EEG Foundation Models Show Spectral Bias Against Oscillatory Signals
A new study published on arXiv (2605.26434) reveals that EEG foundation models, pre-trained on large-scale unlabelled EEG data, exhibit a fundamental spectral bias. Despite promising results in data-rich scenarios, these models often underperform smaller supervised models in low-resource settings. The research attributes this to a mismatch between reconstruction-based pretext tasks and the spectral structure of EEG signals, which consist of high-power aperiodic and low-power oscillatory components. Using synthetic EEG inputs, the authors demonstrate that embeddings are biased toward aperiodic components, under-representing oscillatory activity, especially at higher frequencies. Linear probe evaluations on real-world BCI datasets confirm this bias.
Key facts
- Study published on arXiv with ID 2605.26434.

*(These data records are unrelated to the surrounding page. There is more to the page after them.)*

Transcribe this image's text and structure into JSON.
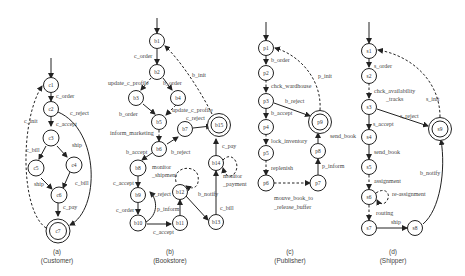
{
  "panels": [
    {
      "id": "a",
      "caption_letter": "(a)",
      "caption_name": "(Customer)",
      "states": [
        "c1",
        "c2",
        "c3",
        "c4",
        "c5",
        "c6",
        "c7"
      ],
      "final_states": [
        "c7"
      ],
      "transitions": [
        {
          "from": "c1",
          "to": "c2",
          "label": "c_order",
          "style": "solid"
        },
        {
          "from": "c2",
          "to": "c3",
          "label": "c_accept",
          "style": "solid"
        },
        {
          "from": "c2",
          "to": "c7",
          "label": "c_reject",
          "style": "solid"
        },
        {
          "from": "c3",
          "to": "c5",
          "label": "c_bill",
          "style": "solid"
        },
        {
          "from": "c3",
          "to": "c4",
          "label": "ship",
          "style": "solid"
        },
        {
          "from": "c5",
          "to": "c6",
          "label": "ship",
          "style": "solid"
        },
        {
          "from": "c4",
          "to": "c6",
          "label": "c_bill",
          "style": "solid"
        },
        {
          "from": "c6",
          "to": "c7",
          "label": "c_pay",
          "style": "solid"
        },
        {
          "from": "c7",
          "to": "c1",
          "label": "c_init",
          "style": "dashed"
        }
      ]
    },
    {
      "id": "b",
      "caption_letter": "(b)",
      "caption_name": "(Bookstore)",
      "states": [
        "b1",
        "b2",
        "b3",
        "b4",
        "b5",
        "b6",
        "b7",
        "b8",
        "b9",
        "b10",
        "b11",
        "b12",
        "b13",
        "b14",
        "b15"
      ],
      "final_states": [
        "b15"
      ],
      "transitions": [
        {
          "from": "b1",
          "to": "b2",
          "label": "c_order",
          "style": "solid"
        },
        {
          "from": "b2",
          "to": "b3",
          "label": "update_c_profile",
          "style": "dashed"
        },
        {
          "from": "b2",
          "to": "b4",
          "label": "b_order",
          "style": "solid"
        },
        {
          "from": "b3",
          "to": "b5",
          "label": "b_order",
          "style": "solid"
        },
        {
          "from": "b4",
          "to": "b5",
          "label": "update_c_profile",
          "style": "dashed"
        },
        {
          "from": "b5",
          "to": "b6",
          "label": "inform_marketing",
          "style": "dashed"
        },
        {
          "from": "b6",
          "to": "b7",
          "label": "b_reject",
          "style": "solid"
        },
        {
          "from": "b6",
          "to": "b8",
          "label": "b_accept",
          "style": "solid"
        },
        {
          "from": "b7",
          "to": "b15",
          "label": "c_reject",
          "style": "solid"
        },
        {
          "from": "b8",
          "to": "b9",
          "label": "c_accept",
          "style": "solid"
        },
        {
          "from": "b8",
          "to": "b8",
          "label": "monitor_shipment",
          "style": "dashed"
        },
        {
          "from": "b9",
          "to": "b10",
          "label": "c_order",
          "style": "solid"
        },
        {
          "from": "b10",
          "to": "b9",
          "label": "c_reject",
          "style": "solid"
        },
        {
          "from": "b10",
          "to": "b11",
          "label": "c_accept",
          "style": "solid"
        },
        {
          "from": "b11",
          "to": "b12",
          "label": "p_inform",
          "style": "solid"
        },
        {
          "from": "b12",
          "to": "b12",
          "label": "",
          "style": "dashed"
        },
        {
          "from": "b12",
          "to": "b13",
          "label": "b_notify",
          "style": "solid"
        },
        {
          "from": "b13",
          "to": "b14",
          "label": "c_bill",
          "style": "solid"
        },
        {
          "from": "b14",
          "to": "b14",
          "label": "monitor_payment",
          "style": "dashed"
        },
        {
          "from": "b14",
          "to": "b15",
          "label": "c_pay",
          "style": "solid"
        },
        {
          "from": "b15",
          "to": "b1",
          "label": "b_init",
          "style": "dashed"
        }
      ]
    },
    {
      "id": "c",
      "caption_letter": "(c)",
      "caption_name": "(Publisher)",
      "states": [
        "p1",
        "p2",
        "p3",
        "p4",
        "p5",
        "p6",
        "p7",
        "p8",
        "p9"
      ],
      "final_states": [
        "p9"
      ],
      "transitions": [
        {
          "from": "p1",
          "to": "p2",
          "label": "b_order",
          "style": "solid"
        },
        {
          "from": "p2",
          "to": "p3",
          "label": "chck_wardhouse",
          "style": "dashed"
        },
        {
          "from": "p3",
          "to": "p4",
          "label": "b_accept",
          "style": "solid"
        },
        {
          "from": "p3",
          "to": "p9",
          "label": "b_reject",
          "style": "solid"
        },
        {
          "from": "p4",
          "to": "p5",
          "label": "lock_inventory",
          "style": "dashed"
        },
        {
          "from": "p5",
          "to": "p6",
          "label": "replenish",
          "style": "dashed"
        },
        {
          "from": "p6",
          "to": "p7",
          "label": "mouve_book_to_release_buffer",
          "style": "dashed"
        },
        {
          "from": "p7",
          "to": "p8",
          "label": "p_inform",
          "style": "solid"
        },
        {
          "from": "p8",
          "to": "p9",
          "label": "send_book",
          "style": "solid"
        },
        {
          "from": "p9",
          "to": "p1",
          "label": "p_init",
          "style": "dashed"
        }
      ]
    },
    {
      "id": "d",
      "caption_letter": "(d)",
      "caption_name": "(Shipper)",
      "states": [
        "s1",
        "s2",
        "s3",
        "s4",
        "s5",
        "s6",
        "s7",
        "s8",
        "s9"
      ],
      "final_states": [
        "s9"
      ],
      "transitions": [
        {
          "from": "s1",
          "to": "s2",
          "label": "s_order",
          "style": "solid"
        },
        {
          "from": "s2",
          "to": "s3",
          "label": "chck_availability_tracks",
          "style": "dashed"
        },
        {
          "from": "s3",
          "to": "s4",
          "label": "s_accept",
          "style": "solid"
        },
        {
          "from": "s3",
          "to": "s9",
          "label": "s_reject",
          "style": "solid"
        },
        {
          "from": "s4",
          "to": "s5",
          "label": "send_book",
          "style": "solid"
        },
        {
          "from": "s5",
          "to": "s6",
          "label": "assignment",
          "style": "dashed"
        },
        {
          "from": "s6",
          "to": "s6",
          "label": "re-assignment",
          "style": "dashed"
        },
        {
          "from": "s6",
          "to": "s7",
          "label": "routing",
          "style": "dashed"
        },
        {
          "from": "s7",
          "to": "s8",
          "label": "ship",
          "style": "solid"
        },
        {
          "from": "s8",
          "to": "s9",
          "label": "b_notify",
          "style": "solid"
        },
        {
          "from": "s9",
          "to": "s1",
          "label": "s_init",
          "style": "dashed"
        }
      ]
    }
  ],
  "labels": {
    "c1": "c1",
    "c2": "c2",
    "c3": "c3",
    "c4": "c4",
    "c5": "c5",
    "c6": "c6",
    "c7": "c7",
    "b1": "b1",
    "b2": "b2",
    "b3": "b3",
    "b4": "b4",
    "b5": "b5",
    "b6": "b6",
    "b7": "b7",
    "b8": "b8",
    "b9": "b9",
    "b10": "b10",
    "b11": "b11",
    "b12": "b12",
    "b13": "b13",
    "b14": "b14",
    "b15": "b15",
    "p1": "p1",
    "p2": "p2",
    "p3": "p3",
    "p4": "p4",
    "p5": "p5",
    "p6": "p6",
    "p7": "p7",
    "p8": "p8",
    "p9": "p9",
    "s1": "s1",
    "s2": "s2",
    "s3": "s3",
    "s4": "s4",
    "s5": "s5",
    "s6": "s6",
    "s7": "s7",
    "s8": "s8",
    "s9": "s9",
    "e_c_order": "c_order",
    "e_c_accept": "c_accept",
    "e_c_reject": "c_reject",
    "e_c_bill_l": "c_bill",
    "e_ship_r": "ship",
    "e_ship_l": "ship",
    "e_c_bill_r": "c_bill",
    "e_c_pay": "c_pay",
    "e_c_init": "c_init",
    "e_b_c_order": "c_order",
    "e_b_upd1": "update_c_profile",
    "e_b_order1": "b_order",
    "e_b_order2": "b_order",
    "e_b_upd2": "update_c_profile",
    "e_b_inform": "inform_marketing",
    "e_b_reject": "b_reject",
    "e_b_accept": "b_accept",
    "e_b_c_reject1": "c_reject",
    "e_b_monitor1": "monitor",
    "e_b_monitor2": "_shipment",
    "e_b_c_accept": "c_accept",
    "e_b_c_order2": "c_order",
    "e_b_c_reject2": "c_reject",
    "e_b_c_accept2": "c_accept",
    "e_b_p_inform": "p_inform",
    "e_b_notify": "b_notify",
    "e_b_c_bill": "c_bill",
    "e_b_monp1": "monitor",
    "e_b_monp2": "_payment",
    "e_b_c_pay": "c_pay",
    "e_b_init": "b_init",
    "e_p_b_order": "b_order",
    "e_p_chck": "chck_wardhouse",
    "e_p_accept": "b_accept",
    "e_p_reject": "b_reject",
    "e_p_lock": "lock_inventory",
    "e_p_repl": "replenish",
    "e_p_move1": "mouve_book_to",
    "e_p_move2": "_release_buffer",
    "e_p_inform": "p_inform",
    "e_p_send": "send_book",
    "e_p_init": "p_init",
    "e_s_order": "s_order",
    "e_s_chck1": "chck_availability",
    "e_s_chck2": "_tracks",
    "e_s_accept": "s_accept",
    "e_s_reject": "s_reject",
    "e_s_send": "send_book",
    "e_s_assign": "assignment",
    "e_s_reassign": "re-assignment",
    "e_s_routing": "routing",
    "e_s_ship": "ship",
    "e_s_notify": "b_notify",
    "e_s_init": "s_init"
  },
  "captions": {
    "a_letter": "(a)",
    "a_name": "(Customer)",
    "b_letter": "(b)",
    "b_name": "(Bookstore)",
    "c_letter": "(c)",
    "c_name": "(Publisher)",
    "d_letter": "(d)",
    "d_name": "(Shipper)"
  }
}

- EEG foundation models pre-trained on large-scale unlabelled EEG data.
- Models fail to outperform smaller supervised models in low-resource settings.
- Attributed to mismatch between reconstruction tasks and EEG spectral structure.
- EEG signals decompose into high-power aperiodic and low-power oscillatory components.
- Embeddings biased to capture aperiodic components, under-representing oscillatory ones.
- Bias particularly affects higher frequency oscillatory components.
- Findings confirmed via linear probe evaluations on real-world BCI datasets.